## Dataset excerpts
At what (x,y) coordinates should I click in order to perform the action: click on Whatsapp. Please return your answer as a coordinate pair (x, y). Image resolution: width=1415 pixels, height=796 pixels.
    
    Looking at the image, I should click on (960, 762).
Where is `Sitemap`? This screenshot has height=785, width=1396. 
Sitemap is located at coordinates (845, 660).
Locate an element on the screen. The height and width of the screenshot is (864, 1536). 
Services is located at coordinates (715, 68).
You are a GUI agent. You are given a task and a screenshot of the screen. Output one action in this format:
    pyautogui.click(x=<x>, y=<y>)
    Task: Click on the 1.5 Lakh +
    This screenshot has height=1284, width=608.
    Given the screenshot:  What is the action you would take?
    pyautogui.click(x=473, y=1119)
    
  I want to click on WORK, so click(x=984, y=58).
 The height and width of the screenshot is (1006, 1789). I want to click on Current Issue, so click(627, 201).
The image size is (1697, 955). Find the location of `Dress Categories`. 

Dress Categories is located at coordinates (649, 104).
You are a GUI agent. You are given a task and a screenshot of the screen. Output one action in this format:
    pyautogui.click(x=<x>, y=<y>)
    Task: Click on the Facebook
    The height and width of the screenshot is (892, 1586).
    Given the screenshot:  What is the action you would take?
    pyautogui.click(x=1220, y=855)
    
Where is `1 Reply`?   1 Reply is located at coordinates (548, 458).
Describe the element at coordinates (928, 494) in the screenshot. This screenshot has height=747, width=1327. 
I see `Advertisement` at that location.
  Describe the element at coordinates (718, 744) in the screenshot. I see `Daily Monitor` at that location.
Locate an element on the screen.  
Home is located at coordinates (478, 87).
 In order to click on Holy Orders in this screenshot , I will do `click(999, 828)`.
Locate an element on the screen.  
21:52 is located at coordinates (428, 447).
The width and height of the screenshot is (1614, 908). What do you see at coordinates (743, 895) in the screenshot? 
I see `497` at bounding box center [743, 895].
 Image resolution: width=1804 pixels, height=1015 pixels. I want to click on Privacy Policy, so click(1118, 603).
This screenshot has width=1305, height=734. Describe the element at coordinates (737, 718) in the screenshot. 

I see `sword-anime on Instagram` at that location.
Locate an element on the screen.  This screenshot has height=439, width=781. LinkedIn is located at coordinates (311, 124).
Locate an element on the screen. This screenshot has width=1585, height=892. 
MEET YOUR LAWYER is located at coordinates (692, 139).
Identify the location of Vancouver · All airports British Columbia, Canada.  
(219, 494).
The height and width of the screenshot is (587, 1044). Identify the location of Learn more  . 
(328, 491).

## Work item
Reproduce the listing in full. Keep it exactly as written.

## Result of this exercise
At what (x,y) coordinates should I click in order to perform the action: click on Whatsapp. Please return your answer as a coordinate pair (x, y). Image resolution: width=1415 pixels, height=796 pixels.
    
    Looking at the image, I should click on (960, 762).
Where is `Sitemap`? This screenshot has height=785, width=1396. 
Sitemap is located at coordinates (845, 660).
Locate an element on the screen. The height and width of the screenshot is (864, 1536). 
Services is located at coordinates (715, 68).
You are a GUI agent. You are given a task and a screenshot of the screen. Output one action in this format:
    pyautogui.click(x=<x>, y=<y>)
    Task: Click on the 1.5 Lakh +
    This screenshot has height=1284, width=608.
    Given the screenshot:  What is the action you would take?
    pyautogui.click(x=473, y=1119)
    
  I want to click on WORK, so click(x=984, y=58).
 The height and width of the screenshot is (1006, 1789). I want to click on Current Issue, so click(627, 201).
The image size is (1697, 955). Find the location of `Dress Categories`. 

Dress Categories is located at coordinates (649, 104).
You are a GUI agent. You are given a task and a screenshot of the screen. Output one action in this format:
    pyautogui.click(x=<x>, y=<y>)
    Task: Click on the Facebook
    The height and width of the screenshot is (892, 1586).
    Given the screenshot:  What is the action you would take?
    pyautogui.click(x=1220, y=855)
    
Where is `1 Reply`?   1 Reply is located at coordinates (548, 458).
Describe the element at coordinates (928, 494) in the screenshot. This screenshot has height=747, width=1327. 
I see `Advertisement` at that location.
  Describe the element at coordinates (718, 744) in the screenshot. I see `Daily Monitor` at that location.
Locate an element on the screen.  
Home is located at coordinates (478, 87).
 In order to click on Holy Orders in this screenshot , I will do `click(999, 828)`.
Locate an element on the screen.  
21:52 is located at coordinates (428, 447).
The width and height of the screenshot is (1614, 908). What do you see at coordinates (743, 895) in the screenshot? 
I see `497` at bounding box center [743, 895].
 Image resolution: width=1804 pixels, height=1015 pixels. I want to click on Privacy Policy, so click(1118, 603).
This screenshot has width=1305, height=734. Describe the element at coordinates (737, 718) in the screenshot. 

I see `sword-anime on Instagram` at that location.
Locate an element on the screen.  This screenshot has height=439, width=781. LinkedIn is located at coordinates (311, 124).
Locate an element on the screen. This screenshot has width=1585, height=892. 
MEET YOUR LAWYER is located at coordinates (692, 139).
Identify the location of Vancouver · All airports British Columbia, Canada.  
(219, 494).
The height and width of the screenshot is (587, 1044). Identify the location of Learn more  . 
(328, 491).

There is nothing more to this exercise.